People absolutely need to determine how serious or dark their game is going to be ran.
I think having the 'default' lean towards 'there are no evil cultures' in a setting which often leans into High Fantasy (Good vs Evil) tropes, makes very little sense.
I think retconning Lolth dominated culture would be a mistake, as I dont believe you need to remove these elements from the game at all. Lolth is a villain. The party is (often) Good. Good adventurers stand against villains, and if you play with dungeon delving, kicking in doors, and multiple encounters a day to expend your abilities, well you need "Bad Guys" to do that against.
If you wish for your world to run as a 'mostly peaceful world where adventurers just explore and meet other people to talk to' I mean, fine, I certainly hope you enjoy that game.
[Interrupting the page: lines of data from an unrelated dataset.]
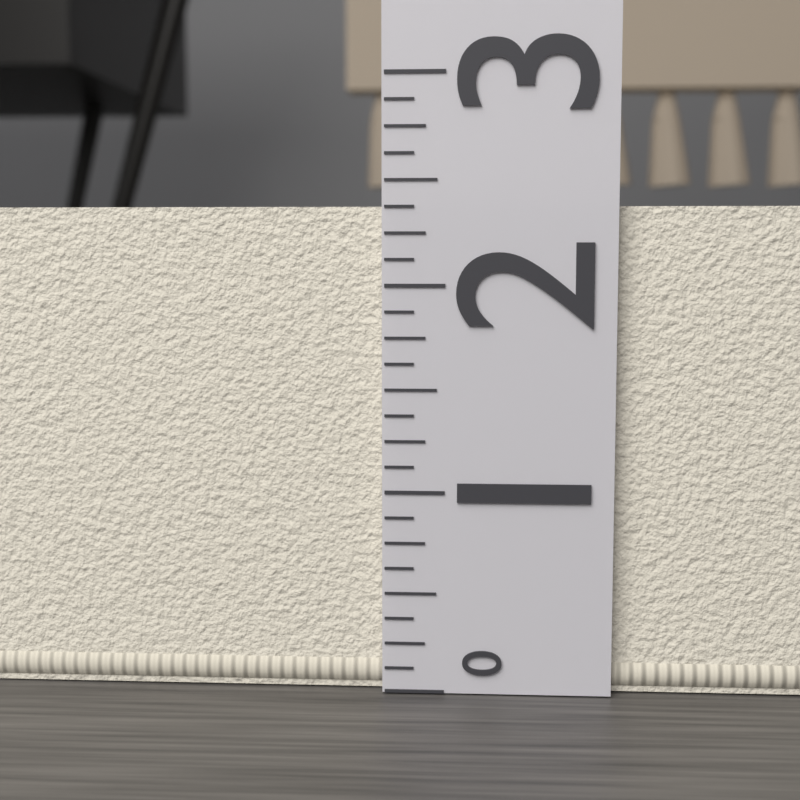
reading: 2.375 (no unit)
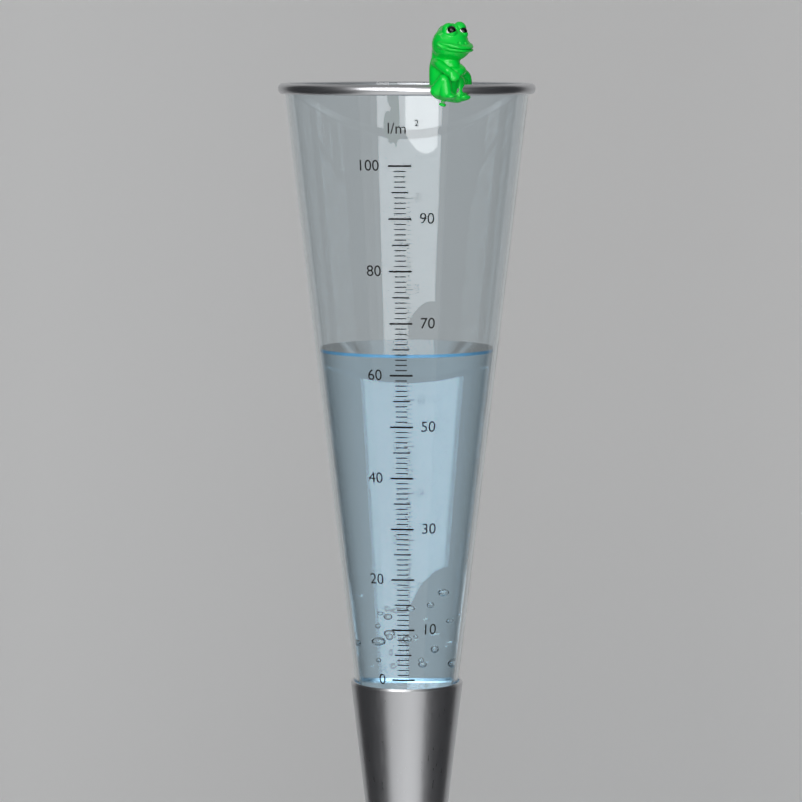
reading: 64 l/m²
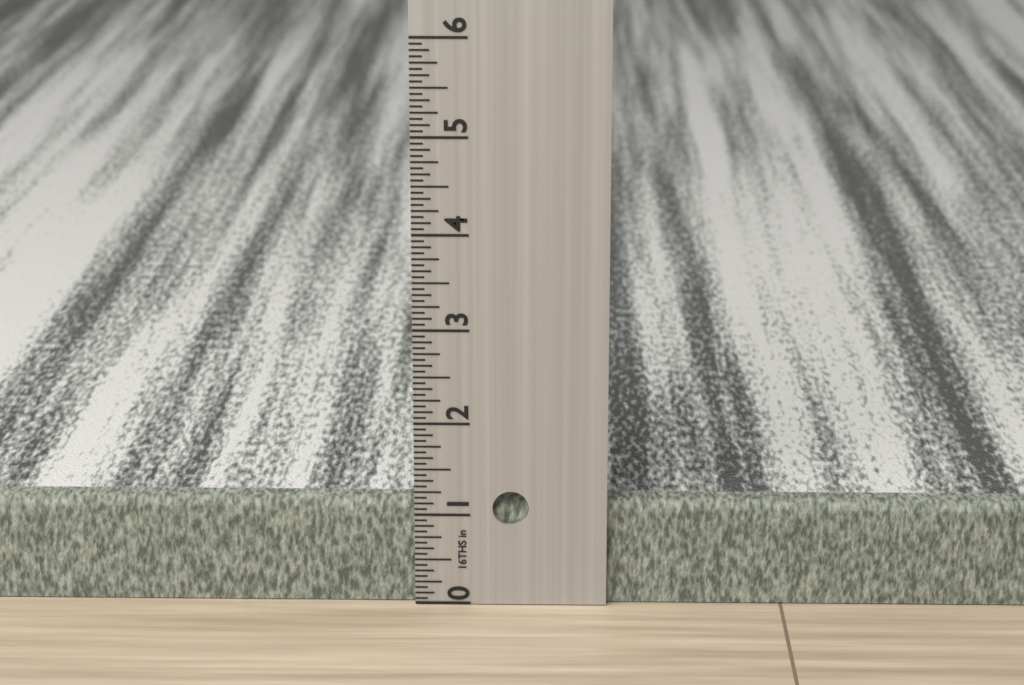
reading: 1.1250 in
I think it's a move from "high fantasy assumptions" to "Superhero genre assumptions" (everyone is good, except a supervillain like Thanos, totally unconnected, with unbelievable ideas that you can see are wrong, but who has the individual power to cause great harm, unless the heroes, of equal power, can move against him).
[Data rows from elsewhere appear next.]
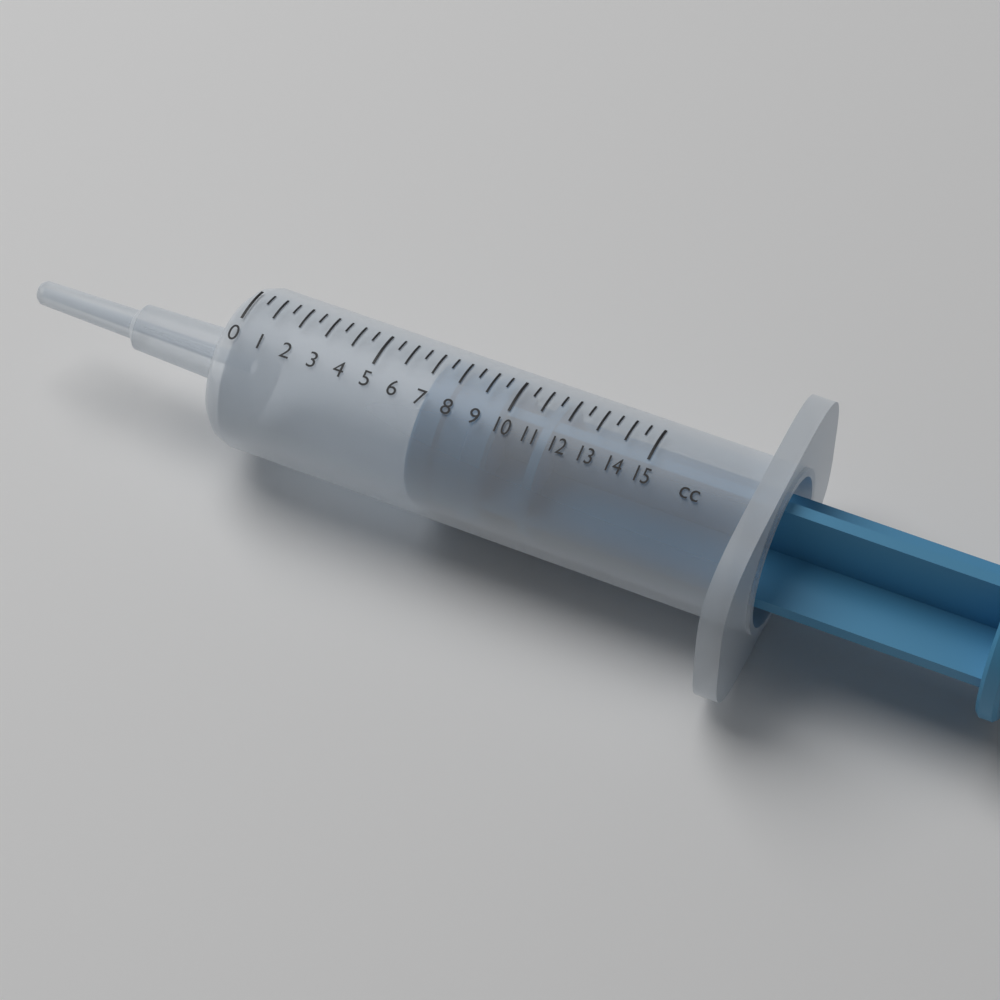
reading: 7.0 cc
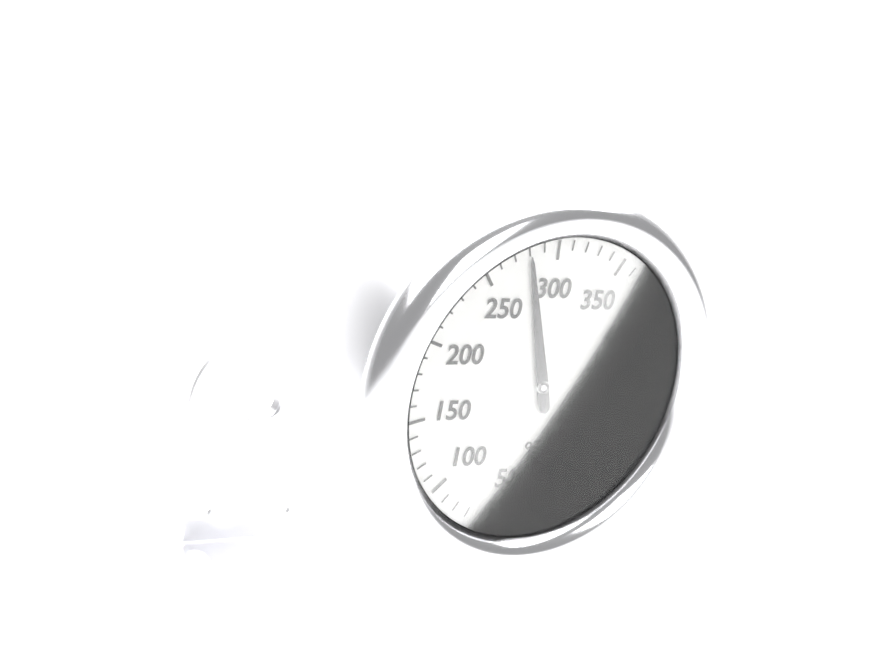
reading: 280 °F
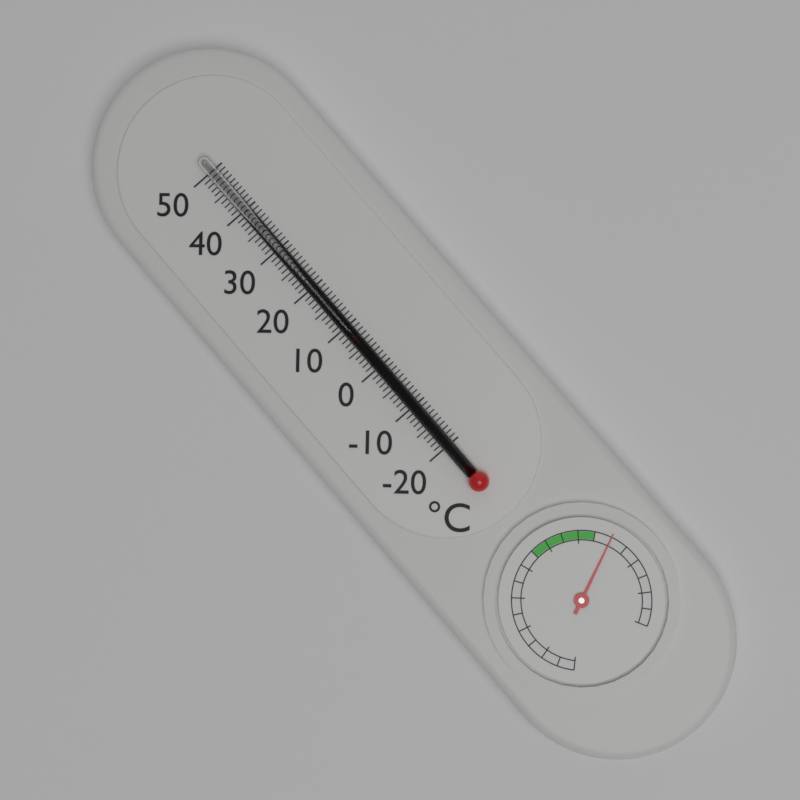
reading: 8 °C
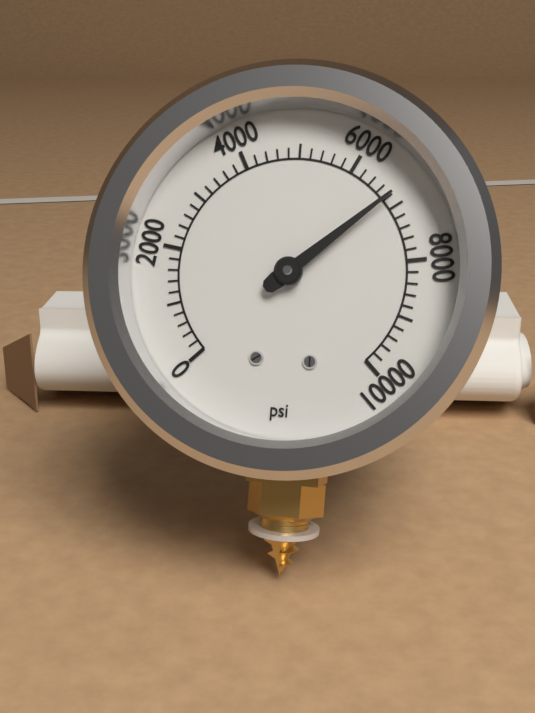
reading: 6800 psi
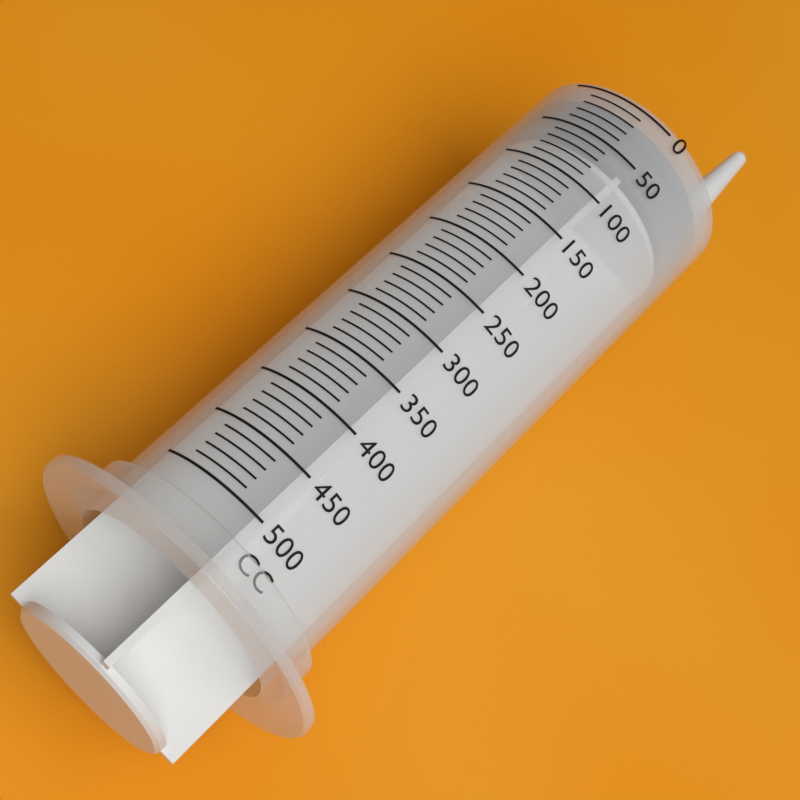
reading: 10 cc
Can I interest you int my campaign instead, where the heroes boldly defeat the Archpriestess of Lolth and her plan to delay the international agreement to progressively phase out a 2% export tax on non-ferrous alloy until reasonable compensations are granted? We'll have a BLAST.Its not FR though at that point, by a long shot, so play it in Eberron or some other world.
To be honest, that's not my Eberron either. I play it, as KB puts it, as a world on the brink of collapse barring heroic intervention. Everyone is selfish, avaricious, self-concerned, xenophobic, bigoted, well, humans (as in real-world, not the fantasy race known for its lack of darkvision) and they need to be saved ; it's just the question of choosing who the bad guy will be for the campaign at hand: dragonmarked houses (think Arasaka on steroids), the five nations (minus one of course), the Blood of Vol, the Aurum (even the setting's Reform Club can be a den of villainy), the Lords or Dust (who want to unmake the world) or the Dragon, (who oppose the Lords of Dust but have no qualm if ensure it means removing all gnomes from the prophecy)... It's certainly more gritty than intended but I think it makes room from providing... lifelike villains.